A Quote by Michael Kelly

I am a family man who has children, who is a good person, who cares about women's rights and my kids' rights and education, and I'm not a leftist elitist. I live a very normal life.
Unfortunately, I have witnessed millions of children suffering from the deprivation of basic rights such as the rights to education, the rights to health and the rights to play.
I guess patriarchal stereotypes have, as is true for most people, created painful moments in my life. As a result, I'm an activist. I'm for women's rights, children's rights, human rights, animal rights. I want to be part of the solutions to try to correct imbalance. And 'Westworld,' for me, is that.
We hear in these days a great deal respecting rights--the rights of private judgment, the rights of labor, the rights of property, and the rights of man. Rights are grand things, divine things in this world of God's; but the way in which we expound these rights, alas! seems to me to be the very incarnation of selfishness. I can see nothing very noble in a man who is forever going about calling for his own rights. Alas! alas! for the man who feels nothing more grand in this wondrous, divine world than his own rights.
At the end of the day, these are issues that need to be discussed: femicides, among other things - immigrant rights, women's' rights, indigenous people's rights, animal rights, Mother Earth's rights. If we don't talk about these topics, then we have no place in democracy. It won't exist. Democracy isn't just voting; it's relegating your rights.
If on one day we find the fast-spreading recognition of popular rights accompanied by a silent, growing perception of the rights of women, we also find it accompanied by a tendency towards a system of non-coercive education--that is, towards a practical illustration of the rights of children.
Gays have rights, lesbians have rights, men have rights, women have rights, even animals have rights. How many of us have to die before the community recognizes that we are not expendable?
When you talk about feminism, you're talking about the rights of all women and their families to live in dignity, peace, and security. It's about giving women access to health care and other basic rights.
My own life values were shaped in great part by my mother, who instigated women's clubs in my village. Women were able to organize and stand together. What inspired me most about their work was the power it gave them to assert their rights and the rights of their daughters, be it education or property inheritance.
Just as the white man and every other person on this earth has God-given rights, natural rights, civil rights, any kind of rights that you can think of, when it comes to defending himself, black people - we should have the right to defend ourselves also.
Of course, the most important factor of all for long life is a good family. When a person goes home with the wife or the kids giving him endless headaches, then it's hard for that person to enjoy a long life. I am very fortunate, because my wife Elizabeth and my obedient children are very good; they have given me happiness.
If there is one message that echoes forth from this conference, it is that human rights are women's rights โ€” and women's rights are human rights. Let us not forget that among those rights are the right to speak freely โ€” and the right to be heard.
The Civil Rights Act of 1964 was the most sweeping civil rights legislation of its day, and included women's rights as part of its reforms. Ironically, the section on women's rights was added by a senator from Virginia who opposed the whole thing and was said to be sure that if he stuck something about womens' rights into it, it would never pass. The bill passed anyway, though, much to the chagrin of a certain wiener from Virginia.
Do you care about climate justice? Are you about women's rights and women's reproductive rights? Do you care about civil liberties and the Voting Rights Act? There are so many opportunities for people to go back and be inspired and plug into their own community.
Yes, it is hard out there. But hard is relative. I come from a middle-class family, my parents are academics. I was born after the Civil Rights movement, I was a toddler during the women's movement, I live in the United States of America, all of which means I am allowed to own my freedom, my rights, my voice and my uterus.
There's this big debate that goes on in America about what rights are: Civil rights, human rights, what they are? it's an artificial debate. Because everybody has rights. Everybody has rights - I don't care who you are, what you do, where you come from, how you were born, what your race or creed or color is. You have rights. Everybody's got rights.
Human rights are women's rights, and women's rights are human rights. Let us not forget that among those rights are the right to speak freely - and the right to be heard.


**About this task**
Each record must reappear in the answer exactly as it is written.

**Source information**
○ ○ ○ ○

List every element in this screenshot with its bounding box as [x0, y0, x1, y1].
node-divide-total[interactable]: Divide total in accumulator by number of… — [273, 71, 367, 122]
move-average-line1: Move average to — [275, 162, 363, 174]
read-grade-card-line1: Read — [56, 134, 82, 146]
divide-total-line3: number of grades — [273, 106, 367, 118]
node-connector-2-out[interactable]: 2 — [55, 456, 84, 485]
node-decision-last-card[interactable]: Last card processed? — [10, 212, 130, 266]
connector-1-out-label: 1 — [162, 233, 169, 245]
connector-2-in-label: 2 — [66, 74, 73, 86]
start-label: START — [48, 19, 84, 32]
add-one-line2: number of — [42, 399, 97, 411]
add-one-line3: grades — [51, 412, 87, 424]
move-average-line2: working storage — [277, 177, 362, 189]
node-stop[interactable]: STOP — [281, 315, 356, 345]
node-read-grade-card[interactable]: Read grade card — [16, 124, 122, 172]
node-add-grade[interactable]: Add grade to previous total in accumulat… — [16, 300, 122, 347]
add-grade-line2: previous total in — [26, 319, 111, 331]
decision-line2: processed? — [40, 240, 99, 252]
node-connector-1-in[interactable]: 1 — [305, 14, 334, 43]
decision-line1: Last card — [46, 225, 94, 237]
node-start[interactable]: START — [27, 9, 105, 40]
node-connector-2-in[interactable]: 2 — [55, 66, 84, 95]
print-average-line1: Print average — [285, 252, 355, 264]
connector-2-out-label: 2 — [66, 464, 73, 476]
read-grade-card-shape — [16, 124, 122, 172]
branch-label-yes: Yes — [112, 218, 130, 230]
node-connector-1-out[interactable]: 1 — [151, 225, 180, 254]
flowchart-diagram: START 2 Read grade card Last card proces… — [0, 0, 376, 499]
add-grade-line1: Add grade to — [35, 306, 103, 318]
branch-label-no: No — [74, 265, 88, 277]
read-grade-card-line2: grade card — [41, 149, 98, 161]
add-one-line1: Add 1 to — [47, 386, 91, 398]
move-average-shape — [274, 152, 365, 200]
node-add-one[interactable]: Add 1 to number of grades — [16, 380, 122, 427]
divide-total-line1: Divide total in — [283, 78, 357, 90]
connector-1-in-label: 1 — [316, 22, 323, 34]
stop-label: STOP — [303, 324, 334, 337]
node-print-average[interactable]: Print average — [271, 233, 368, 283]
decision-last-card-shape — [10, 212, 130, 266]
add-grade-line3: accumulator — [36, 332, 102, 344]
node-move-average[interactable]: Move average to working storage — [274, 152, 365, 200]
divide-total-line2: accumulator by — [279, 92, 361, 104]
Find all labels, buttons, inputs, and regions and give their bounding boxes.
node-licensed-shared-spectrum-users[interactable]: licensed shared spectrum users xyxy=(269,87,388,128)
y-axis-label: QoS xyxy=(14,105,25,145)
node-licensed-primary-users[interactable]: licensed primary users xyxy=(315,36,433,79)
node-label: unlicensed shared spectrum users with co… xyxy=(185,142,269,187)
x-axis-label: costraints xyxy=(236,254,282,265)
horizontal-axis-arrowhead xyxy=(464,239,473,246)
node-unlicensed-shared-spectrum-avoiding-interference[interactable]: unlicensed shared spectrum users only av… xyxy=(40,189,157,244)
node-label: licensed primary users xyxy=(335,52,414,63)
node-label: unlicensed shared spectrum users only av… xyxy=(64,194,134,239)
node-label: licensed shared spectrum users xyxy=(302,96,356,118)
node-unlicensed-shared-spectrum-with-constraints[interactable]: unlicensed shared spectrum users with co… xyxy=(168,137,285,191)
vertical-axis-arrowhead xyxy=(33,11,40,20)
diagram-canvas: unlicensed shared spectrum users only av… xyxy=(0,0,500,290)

○ ○ ○ ○

**Completed exercise**
List every element in this screenshot with its bounding box as [x0, y0, x1, y1].
node-divide-total[interactable]: Divide total in accumulator by number of… — [273, 71, 367, 122]
move-average-line1: Move average to — [275, 162, 363, 174]
read-grade-card-line1: Read — [56, 134, 82, 146]
divide-total-line3: number of grades — [273, 106, 367, 118]
node-connector-2-out[interactable]: 2 — [55, 456, 84, 485]
node-decision-last-card[interactable]: Last card processed? — [10, 212, 130, 266]
connector-1-out-label: 1 — [162, 233, 169, 245]
connector-2-in-label: 2 — [66, 74, 73, 86]
start-label: START — [48, 19, 84, 32]
add-one-line2: number of — [42, 399, 97, 411]
add-one-line3: grades — [51, 412, 87, 424]
move-average-line2: working storage — [277, 177, 362, 189]
node-stop[interactable]: STOP — [281, 315, 356, 345]
node-read-grade-card[interactable]: Read grade card — [16, 124, 122, 172]
node-add-grade[interactable]: Add grade to previous total in accumulat… — [16, 300, 122, 347]
add-grade-line2: previous total in — [26, 319, 111, 331]
decision-line2: processed? — [40, 240, 99, 252]
node-connector-1-in[interactable]: 1 — [305, 14, 334, 43]
decision-line1: Last card — [46, 225, 94, 237]
node-start[interactable]: START — [27, 9, 105, 40]
node-connector-2-in[interactable]: 2 — [55, 66, 84, 95]
print-average-line1: Print average — [285, 252, 355, 264]
connector-2-out-label: 2 — [66, 464, 73, 476]
read-grade-card-shape — [16, 124, 122, 172]
branch-label-yes: Yes — [112, 218, 130, 230]
node-connector-1-out[interactable]: 1 — [151, 225, 180, 254]
flowchart-diagram: START 2 Read grade card Last card proces… — [0, 0, 376, 499]
add-grade-line1: Add grade to — [35, 306, 103, 318]
branch-label-no: No — [74, 265, 88, 277]
read-grade-card-line2: grade card — [41, 149, 98, 161]
add-one-line1: Add 1 to — [47, 386, 91, 398]
move-average-shape — [274, 152, 365, 200]
node-add-one[interactable]: Add 1 to number of grades — [16, 380, 122, 427]
divide-total-line1: Divide total in — [283, 78, 357, 90]
connector-1-in-label: 1 — [316, 22, 323, 34]
stop-label: STOP — [303, 324, 334, 337]
node-print-average[interactable]: Print average — [271, 233, 368, 283]
decision-last-card-shape — [10, 212, 130, 266]
add-grade-line3: accumulator — [36, 332, 102, 344]
node-move-average[interactable]: Move average to working storage — [274, 152, 365, 200]
divide-total-line2: accumulator by — [279, 92, 361, 104]
Find all labels, buttons, inputs, and regions and give their bounding boxes.
node-licensed-shared-spectrum-users[interactable]: licensed shared spectrum users xyxy=(269,87,388,128)
y-axis-label: QoS xyxy=(14,105,25,145)
node-licensed-primary-users[interactable]: licensed primary users xyxy=(315,36,433,79)
node-label: unlicensed shared spectrum users with co… xyxy=(185,142,269,187)
x-axis-label: costraints xyxy=(236,254,282,265)
horizontal-axis-arrowhead xyxy=(464,239,473,246)
node-unlicensed-shared-spectrum-avoiding-interference[interactable]: unlicensed shared spectrum users only av… xyxy=(40,189,157,244)
node-label: licensed primary users xyxy=(335,52,414,63)
node-label: unlicensed shared spectrum users only av… xyxy=(64,194,134,239)
node-label: licensed shared spectrum users xyxy=(302,96,356,118)
node-unlicensed-shared-spectrum-with-constraints[interactable]: unlicensed shared spectrum users with co… xyxy=(168,137,285,191)
vertical-axis-arrowhead xyxy=(33,11,40,20)
diagram-canvas: unlicensed shared spectrum users only av… xyxy=(0,0,500,290)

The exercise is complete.